1 There had been some prior work on human contingency learning (Jenkins & Ward, Citation1965; Smedslund, Citation1963) but it was the connection with associative theory that made Alloy and Abramson's Citation(1979) paper so significant (and hence the reference to 25 years in the title of this article).

2 Many of the advocates of the associative approach to human contingency learning have been well known as animal learning researchers. Their concern to generalize their animal work to humans has been supplemented, perhaps, by an understandable desire to widen their research in a climate in which funding for purely behavioural work with animals has become harder and harder to obtain.

3 Of course, in casual language we might refer to a symbolic proposition such as “the light predicts shock” as an association, but I am explicitly avoiding such usage. In common with the Humean tradition, I am assuming that associations have the defining properties of automatically carrying the mind from one idea to another and of being semantically transparent or contentless (Fodor, Citation2003). Neither of these is true of propositions.

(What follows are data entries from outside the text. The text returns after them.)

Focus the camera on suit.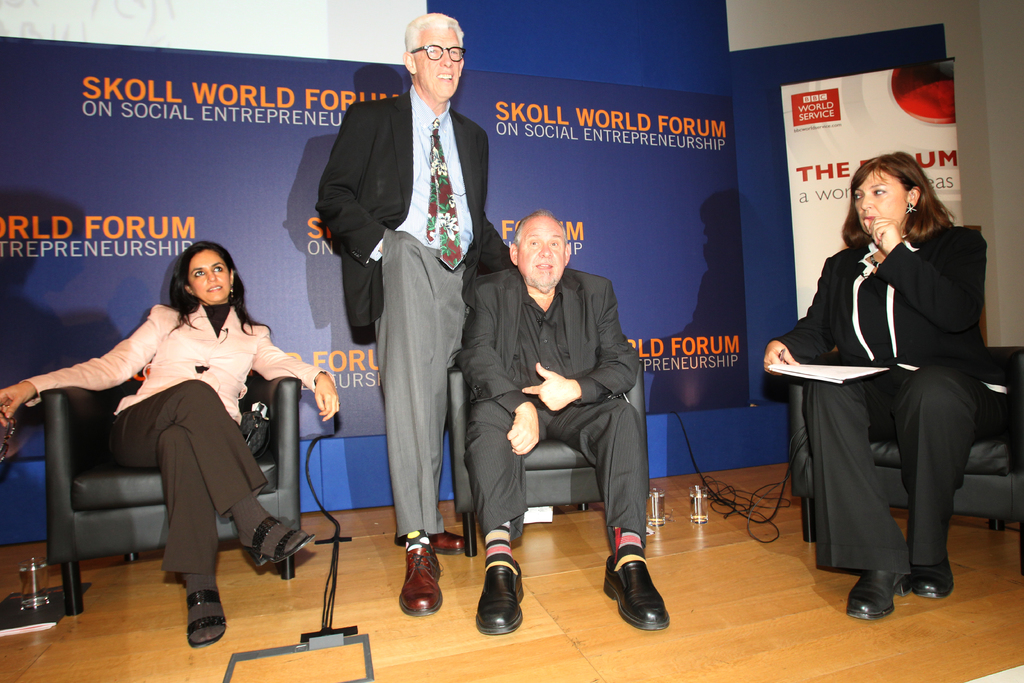
Focus region: (319,16,486,588).
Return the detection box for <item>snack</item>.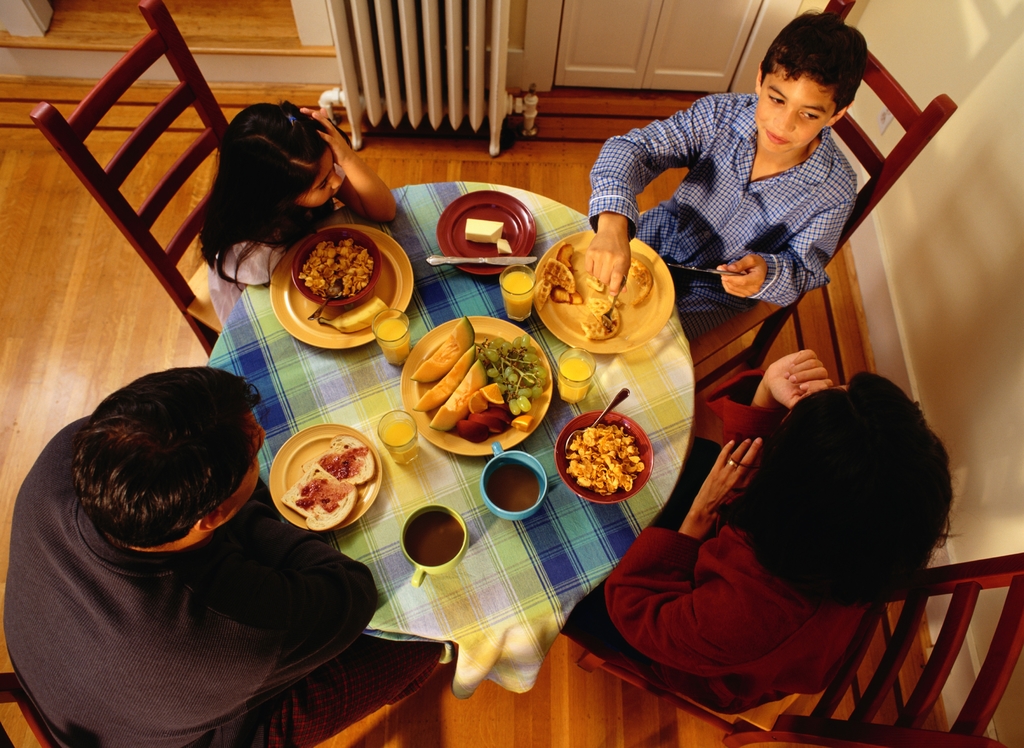
609, 297, 625, 311.
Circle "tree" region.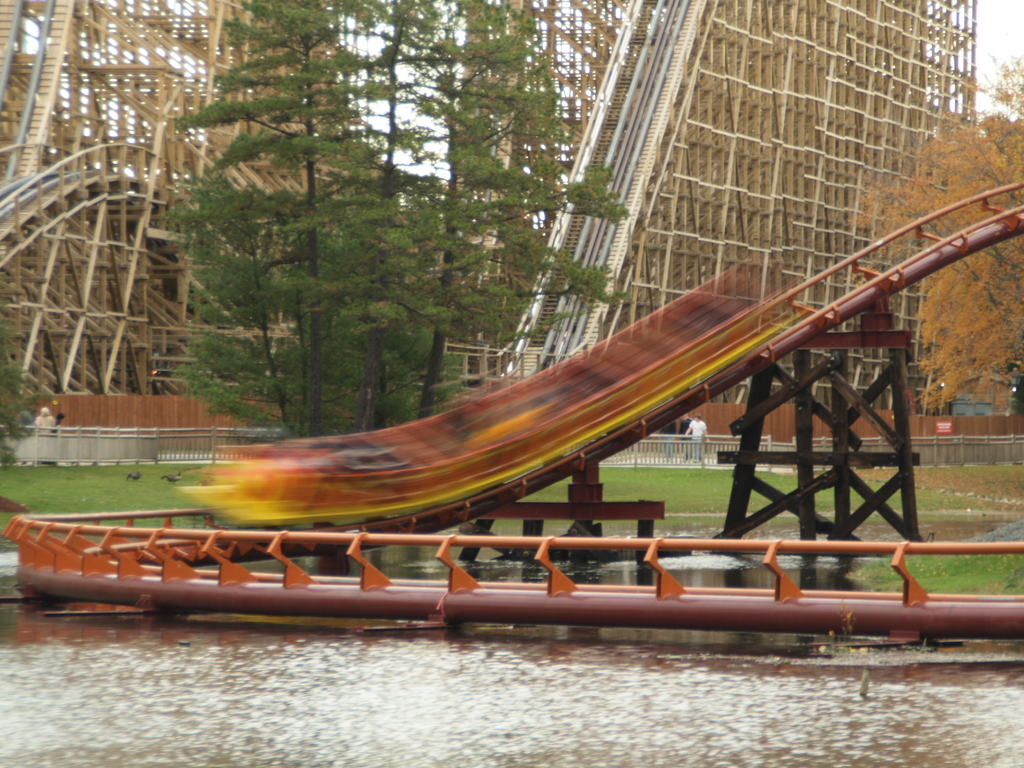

4 Associative processes, of course, play a substantial role even in information-processing theories of higher cognitive functions such as memory. To describe something as a “retrieval cue” for a “memory representation”, for instance, is to refer to an associative mechanism, and this is quite explicit in many theories of retrieval.

5 This dual-process view of the mind has gained many influential followers in recent years (e.g., Kahneman, Citation2003). The evidence for two systems is indeed very persuasive (Osman, Citation2004; Shanks & St. John, 1994). Where the evidence is, in my view, much weaker is in the claim that one of these systems is procedural, implicit, or unconscious.

6 There may appear to be a contradiction here. Earlier I argued that the use of verbal measures is important to ensure that we remain within the realm of explicit processes, whereas I am now arguing that we should focus on intuitive judgement as associative theory will not be able to challenge cognitive approaches in the domain of “rational” or “reflective” judgements. But intuitive judgements are invariably explicit rather than implicit (Tunney & Shanks, Citation2003). Intuitive judgements may be made without inference but they are still conscious and can usually be justified.